The correct answer is dugong which I didn’t eat on account of the mermaid thing.* ‘You ate opossum?!’ I hear you gasp. Yep, tastes like chicken’s rubbery cousin. ‘You ate turtle?!’ Yes, but I didn’t know until after and I cried a little. ‘YOU ATE SPAM?!’ Yes, even though I don’t know what animal Spam formerly was. Nor does anyone.
As a former vegan (a vegetarian minus all the fun stuff that is left once you take away meat) this has been fairly traumatic for me. Deliciously traumatic. I did try and stay vegetarian when I first arrived but after several months of nothing but rice and kumara I looked in the mirror and saw my weak pale sickly zombie doppelganger and then had a dream where a can of tuna gave me permission to eat it. So I did.
But the main reason I fell off the vego-wagon was because meat is such an important part of culture here. Fishing is a central livelihood for people. Killing a pig, dugong or turtle is a rarity, done only for very special feasts like Christmas, baptisms or funerals, and nothing says ‘outsider’ like refusing such a special meal. So this is a sacrifice I am willing to make. And everyone is happy – I’m happy, the community is happy, my dream tuna is happy, and, most of all, my body is happy because after several months of nothing but carbs I would wake up in the night to hear my digestive system crying ‘fibre... FIBRE!’ in a small, pitiful voice. Everyone wins! ...Except the opossums, dugongs, turtles and Spamimals.
Until next time!
*Fun fact. Did you know that dugongs are the basis for the mermaid myth? Dugongs – or sea cows – have visible, ahem, ‘lady lumps’, and apparently homesick, seasick, lovesick, landsick scurvy-ridden sailors saw them from a distance and thought they looked like fish-tailed ladies. If anyone has seen a dugong’s face they will be offended on behalf of women everywhere.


* Directions for this task: Work out how many lines of the data hold the string "plot", and reply with that number alone.

* Records provided:
▬▬▬▬▬▬▬▬▬▬

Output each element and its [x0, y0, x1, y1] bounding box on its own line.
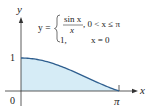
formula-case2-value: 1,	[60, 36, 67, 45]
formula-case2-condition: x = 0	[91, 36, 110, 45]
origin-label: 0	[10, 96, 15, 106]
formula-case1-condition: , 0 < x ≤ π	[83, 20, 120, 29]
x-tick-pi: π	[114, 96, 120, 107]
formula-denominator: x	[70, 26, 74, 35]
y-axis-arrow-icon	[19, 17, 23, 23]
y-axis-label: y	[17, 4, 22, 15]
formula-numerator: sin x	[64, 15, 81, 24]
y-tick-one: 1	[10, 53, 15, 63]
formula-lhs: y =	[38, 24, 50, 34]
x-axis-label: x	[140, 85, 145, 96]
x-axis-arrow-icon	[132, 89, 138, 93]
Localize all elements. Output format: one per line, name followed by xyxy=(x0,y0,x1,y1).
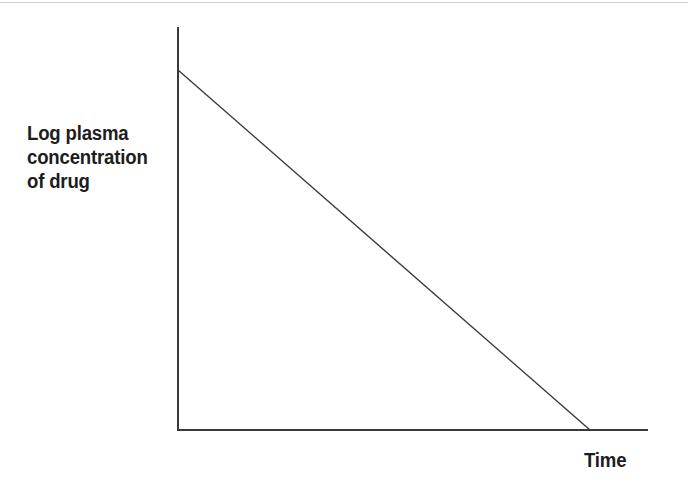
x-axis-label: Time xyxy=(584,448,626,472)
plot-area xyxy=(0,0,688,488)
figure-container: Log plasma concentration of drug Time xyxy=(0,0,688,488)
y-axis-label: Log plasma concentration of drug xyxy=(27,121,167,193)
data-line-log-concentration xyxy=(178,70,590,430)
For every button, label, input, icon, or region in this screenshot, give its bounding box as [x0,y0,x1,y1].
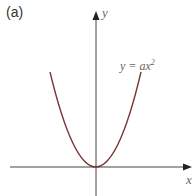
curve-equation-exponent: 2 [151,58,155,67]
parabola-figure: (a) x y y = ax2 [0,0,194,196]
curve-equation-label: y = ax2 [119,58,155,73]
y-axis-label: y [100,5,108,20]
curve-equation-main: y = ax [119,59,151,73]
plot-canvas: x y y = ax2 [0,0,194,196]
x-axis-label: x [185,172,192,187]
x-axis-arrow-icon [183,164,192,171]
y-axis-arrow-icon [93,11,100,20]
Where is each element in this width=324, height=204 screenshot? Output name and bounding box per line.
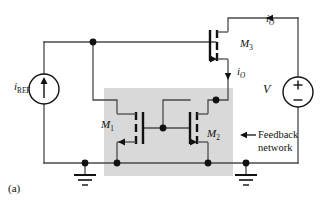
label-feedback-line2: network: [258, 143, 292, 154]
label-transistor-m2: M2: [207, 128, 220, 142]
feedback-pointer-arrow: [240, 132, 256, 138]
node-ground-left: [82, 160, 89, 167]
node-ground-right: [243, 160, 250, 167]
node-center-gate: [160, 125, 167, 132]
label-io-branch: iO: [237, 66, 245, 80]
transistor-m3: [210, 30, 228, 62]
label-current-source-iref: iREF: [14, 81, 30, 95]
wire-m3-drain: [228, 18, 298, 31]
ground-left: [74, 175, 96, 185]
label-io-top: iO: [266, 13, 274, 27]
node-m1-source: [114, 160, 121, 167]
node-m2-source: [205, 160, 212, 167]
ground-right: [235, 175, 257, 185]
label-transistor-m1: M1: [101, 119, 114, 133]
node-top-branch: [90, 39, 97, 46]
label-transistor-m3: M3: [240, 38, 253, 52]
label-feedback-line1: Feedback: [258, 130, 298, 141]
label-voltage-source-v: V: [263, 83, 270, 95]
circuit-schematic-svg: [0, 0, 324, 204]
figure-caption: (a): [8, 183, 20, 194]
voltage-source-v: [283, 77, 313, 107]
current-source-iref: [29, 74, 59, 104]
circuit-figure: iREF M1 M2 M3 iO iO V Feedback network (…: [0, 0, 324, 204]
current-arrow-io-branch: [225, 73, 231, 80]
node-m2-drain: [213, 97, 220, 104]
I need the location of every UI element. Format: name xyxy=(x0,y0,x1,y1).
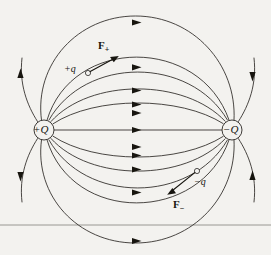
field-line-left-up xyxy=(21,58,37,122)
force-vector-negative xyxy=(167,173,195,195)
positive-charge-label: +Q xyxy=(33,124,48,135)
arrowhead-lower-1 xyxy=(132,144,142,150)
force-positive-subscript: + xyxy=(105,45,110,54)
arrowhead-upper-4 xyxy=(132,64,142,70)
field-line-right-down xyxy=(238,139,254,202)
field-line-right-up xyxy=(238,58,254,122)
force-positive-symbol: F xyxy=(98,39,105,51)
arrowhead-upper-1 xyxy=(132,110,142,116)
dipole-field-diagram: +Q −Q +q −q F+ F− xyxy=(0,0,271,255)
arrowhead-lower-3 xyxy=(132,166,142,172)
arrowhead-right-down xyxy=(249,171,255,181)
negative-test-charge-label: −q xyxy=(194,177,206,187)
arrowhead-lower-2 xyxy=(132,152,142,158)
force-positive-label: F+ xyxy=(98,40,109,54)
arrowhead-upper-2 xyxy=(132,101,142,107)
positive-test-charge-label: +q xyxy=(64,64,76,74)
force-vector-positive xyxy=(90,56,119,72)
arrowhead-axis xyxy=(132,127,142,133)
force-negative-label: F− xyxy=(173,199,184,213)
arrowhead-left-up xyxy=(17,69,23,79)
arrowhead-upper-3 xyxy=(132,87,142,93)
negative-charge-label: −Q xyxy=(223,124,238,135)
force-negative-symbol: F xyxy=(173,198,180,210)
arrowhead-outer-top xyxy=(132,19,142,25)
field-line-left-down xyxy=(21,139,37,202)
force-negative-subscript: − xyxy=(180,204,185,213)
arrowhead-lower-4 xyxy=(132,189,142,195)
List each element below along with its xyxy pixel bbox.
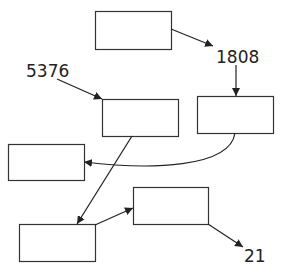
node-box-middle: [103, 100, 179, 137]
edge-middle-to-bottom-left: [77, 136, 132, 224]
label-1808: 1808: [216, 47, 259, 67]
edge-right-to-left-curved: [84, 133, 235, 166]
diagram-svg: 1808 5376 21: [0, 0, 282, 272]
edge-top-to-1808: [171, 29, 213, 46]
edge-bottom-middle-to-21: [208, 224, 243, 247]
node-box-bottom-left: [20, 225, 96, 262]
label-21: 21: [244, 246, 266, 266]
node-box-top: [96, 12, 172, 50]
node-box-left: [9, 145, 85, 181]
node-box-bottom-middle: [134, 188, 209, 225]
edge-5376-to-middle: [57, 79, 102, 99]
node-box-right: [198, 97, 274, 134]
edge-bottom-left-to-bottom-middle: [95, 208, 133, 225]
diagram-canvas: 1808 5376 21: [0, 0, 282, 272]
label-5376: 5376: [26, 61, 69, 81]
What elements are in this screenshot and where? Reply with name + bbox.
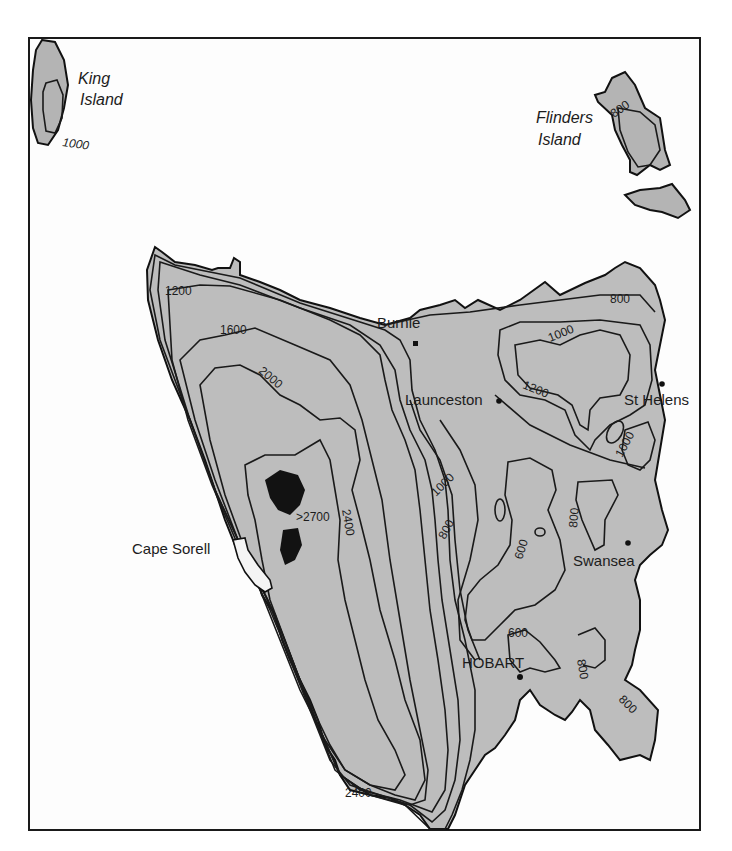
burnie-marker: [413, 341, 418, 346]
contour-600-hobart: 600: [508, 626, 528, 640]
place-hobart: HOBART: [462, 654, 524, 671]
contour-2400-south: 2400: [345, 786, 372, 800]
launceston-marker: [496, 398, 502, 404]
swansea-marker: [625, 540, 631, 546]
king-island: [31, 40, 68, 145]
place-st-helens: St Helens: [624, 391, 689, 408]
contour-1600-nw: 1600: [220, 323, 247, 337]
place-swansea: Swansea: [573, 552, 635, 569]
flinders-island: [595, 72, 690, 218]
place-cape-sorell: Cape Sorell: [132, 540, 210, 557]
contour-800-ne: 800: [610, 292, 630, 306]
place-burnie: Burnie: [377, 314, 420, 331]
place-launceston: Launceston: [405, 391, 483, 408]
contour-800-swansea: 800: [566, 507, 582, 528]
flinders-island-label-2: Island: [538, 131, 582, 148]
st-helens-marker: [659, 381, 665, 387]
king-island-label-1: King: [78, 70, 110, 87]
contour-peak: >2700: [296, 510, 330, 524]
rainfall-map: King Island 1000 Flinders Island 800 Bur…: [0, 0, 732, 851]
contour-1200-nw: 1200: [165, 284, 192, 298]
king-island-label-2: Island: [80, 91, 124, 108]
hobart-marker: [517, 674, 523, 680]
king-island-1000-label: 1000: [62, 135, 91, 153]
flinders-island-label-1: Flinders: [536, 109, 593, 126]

▬▬▬▬▬▬▬▬▬▬

* Completed exercise: 2